Another name swirling in the rumor mill is Xavier Gens, who helmed the flashy video game flick Hitman. I do not want to see Gens’s $100 million Conan. He needs to sharpen his teeth hard on non-iconic material like Vanikoro first. The other name circulating right now is Neil Marshall, who batted a nice fanboy double with Dog Soldiers and the cave-horror crowd pleaser The Descent.

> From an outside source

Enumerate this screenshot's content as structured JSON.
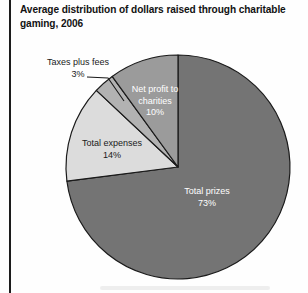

Marshall’s Mad Max-meets-cliche-apocalyptic-virus semi-epic Doomsday opens in March, and I’m sure its reception on the Net will play into his chances for the Conan gig. If the producers wish to wait that long. At 38 and with his career on the come up, we still haven’t seen Marshall’s biggest visions, but his work thus far has focused too much on the visceral and there’s a British B-movie filter at play that doesn’t work for me for this flick. What a Conan epic needs is a director who will not compromise at all, like Milius. You know that scene in Conan the Barbarian where Arnold is nailed to a cross, and suddenly his eyes explode and he rips into the neck of a lingering vulture with no-hands and keeps biting until it makes you shockingly hungry? I remember seeing that and going “Note to self, I have never and will never see that again in a movie.”

That’s what I feel Zombie would have brought (here come the “redneck profanity doesn’t belong in the Hyborian Age” quips.). To me this film is not about the action, it’s about the R-rating and the most gung-ho macho expression fathomable. If Marshall or Gens snags it, my attention automatically refocuses on Matthew Vaughn’s shoot-the-moon take on Thor.

Who do you want to bring Conan back?